Why can’t developers estimate time?

We can’t estimate the time for any individual task in software development because the nature of the work is creating new knowledge.

The goal of software development is to automate processes. Once a process is automated, it can be run repeatedly, and in most cases, in a predictable time. Source code is like a manufacturing blueprint, the computer is like a manufacturing plant, the inputs (data) are like raw materials, and the outputs (data) are like finished goods. To use another analogy, the reason Starbucks makes drinks so quickly and repeatably is because they invested a lot of time in the design of the process, which was (and is, ongoing) a complex and expensive task. Individual Starbucks franchises don’t have to re-discover this process, they just buy the blueprint. I’ll leave it as an exercise to the reader to infer my opinion of the Costa coffee-making process.

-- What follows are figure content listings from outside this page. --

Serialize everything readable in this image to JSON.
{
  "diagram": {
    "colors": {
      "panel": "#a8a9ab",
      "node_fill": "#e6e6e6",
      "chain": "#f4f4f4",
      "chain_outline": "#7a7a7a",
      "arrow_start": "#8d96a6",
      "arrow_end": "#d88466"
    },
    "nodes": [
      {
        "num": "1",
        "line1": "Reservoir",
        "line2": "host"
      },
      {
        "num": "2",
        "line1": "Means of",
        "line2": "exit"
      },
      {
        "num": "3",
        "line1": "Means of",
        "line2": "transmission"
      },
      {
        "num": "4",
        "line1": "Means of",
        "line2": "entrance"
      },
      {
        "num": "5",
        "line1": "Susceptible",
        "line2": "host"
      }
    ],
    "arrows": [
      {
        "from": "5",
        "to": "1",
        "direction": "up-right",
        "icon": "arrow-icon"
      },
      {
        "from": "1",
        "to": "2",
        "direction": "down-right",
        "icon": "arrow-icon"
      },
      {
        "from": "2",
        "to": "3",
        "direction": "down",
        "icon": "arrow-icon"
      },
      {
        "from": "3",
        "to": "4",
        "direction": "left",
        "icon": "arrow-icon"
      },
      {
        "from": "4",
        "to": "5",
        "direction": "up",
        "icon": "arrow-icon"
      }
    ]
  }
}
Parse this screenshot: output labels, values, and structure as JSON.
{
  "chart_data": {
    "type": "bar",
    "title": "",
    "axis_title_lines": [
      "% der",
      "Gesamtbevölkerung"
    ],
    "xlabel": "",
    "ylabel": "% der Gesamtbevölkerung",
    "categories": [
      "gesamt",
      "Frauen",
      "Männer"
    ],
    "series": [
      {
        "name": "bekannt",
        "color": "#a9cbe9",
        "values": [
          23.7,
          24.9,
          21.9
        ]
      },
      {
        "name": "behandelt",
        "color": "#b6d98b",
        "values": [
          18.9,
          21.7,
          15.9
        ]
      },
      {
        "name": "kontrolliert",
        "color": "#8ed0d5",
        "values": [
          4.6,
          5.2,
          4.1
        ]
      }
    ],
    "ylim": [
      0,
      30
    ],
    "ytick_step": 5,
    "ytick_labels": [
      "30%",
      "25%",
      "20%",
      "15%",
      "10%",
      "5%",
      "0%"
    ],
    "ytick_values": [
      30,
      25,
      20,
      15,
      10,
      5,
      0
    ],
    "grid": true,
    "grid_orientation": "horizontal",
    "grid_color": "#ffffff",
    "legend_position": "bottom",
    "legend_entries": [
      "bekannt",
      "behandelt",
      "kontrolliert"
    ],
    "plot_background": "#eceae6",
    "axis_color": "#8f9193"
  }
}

It’s not actually always a problem that development time is unpredictable, because the flipside is that so is the value returned. A successful piece of software can make or save vastly more than its cost. Tom DeMarco argues for focussing on the high value projects for exactly this reason. Note that this does require a value-generation mindset, rather than the currently-prevalent cost-control mindset. This is a non-trivial problem.

People in general just make shit up

It’s not just developers that are bad with estimates either. Everyone at some point is just winging it because it’s something they’ve never done before and won’t be able to successfully make a judgement until they have.

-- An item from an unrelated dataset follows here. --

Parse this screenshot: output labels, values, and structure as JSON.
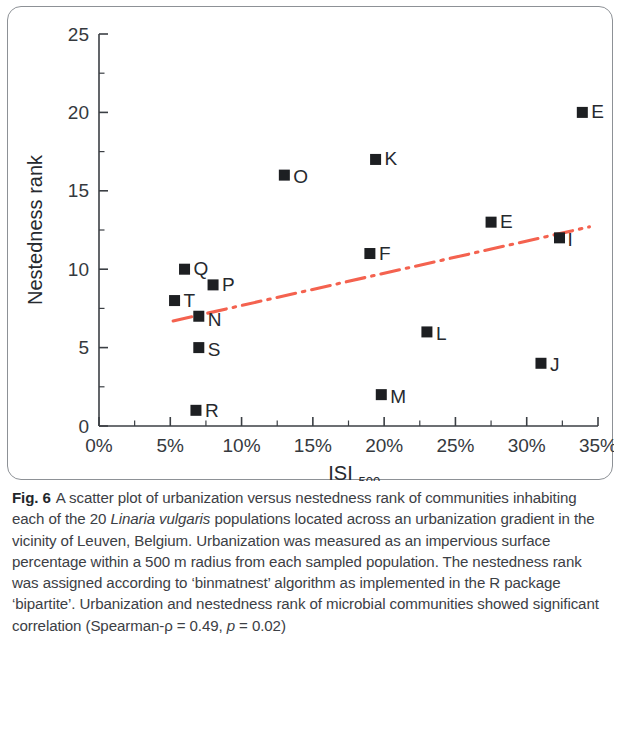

As a community we need to get away from this. If we don’t know, we don’t know, and we need to say it. Clients who see regular progress on tasks they were made aware were risky (and chose to invest in) have much more trust in their team than clients whose teams make shit up. It’s true! Srsly. Don’t just take my word for it, though - read David Anderson’s Kanban

  • Anyone should be able to:
    • Build their own PaaS in a snap
    • Run on any cloud (public/private)
    • –Gain multi-tenancy, elasticity… Without code changes.
  • Provide a significantly higher degree of control without adding substantial complexity over our:
    • Language choice
    • –Operating System
    • –Middleware stack
  • Should come pre-integrated with a popular stack:
    • Spring,Tomcat, DevOps, NoSQL, Hadoop…
    • Designed to run the most demanding mission-critical apps


Node.js logo 150x150Node.js contributor Tim Caswell pushed an initial release of WebApp, a framework for building desktop GUI apps with Node.js, to GitHub. The stated goal is to “Give node developers a way to have a desktop GUI to their node servers using HTML5 + CSS3 as the GUI platform.”

It’s still very early in the project’s life - Caswell notes that he’s not even sure he will continue developing it. WebApp is currently built on WebKitGTK+.

Caswell also has a GitHub repository for a project called node-gir, which he describes as:

Node-gir is node bindings to the girepository library making it possible to make automatic and dynamic calls to any library that has GI annotations installed.

This will make it possible to script a gnome desktop system entirely from node much in the way it’s done today with Seed, GJS or pygtk.

This would require you to know some C to build applications, though. WebApp would let you build apps in Node.js using only HTML, CSS and JavaScript.

Caswell works for HP on WebOS, and also runs HowtoNode.

Whether you know it or not, when you visit the Cloud Power site you’re most likely experiencing a service or application hosted on or utilizing the Windows Azure platform.  Whether it’s the social media experience for videos hosted on the Microsoft Showcase site or visiting our Cloud Conversations section on the Cloud Power web site, you’re interacting with services utilizing the Windows Azure platform.

 

The experts in these areas have written a couple great posts on the topics to provide the insider’s view, one on the Windows Azure team blog and another from Bart Robertson, a Microsoft Cloud Architect who worked on the Microsoft Social eXperience Platform (SXP).  In Bart’s post, he covers some key attributes, benefits, and improvements that the team has experienced while using Windows Azure during the last year including: scalability, agility, elasticity, performance, availability, and reduced costs.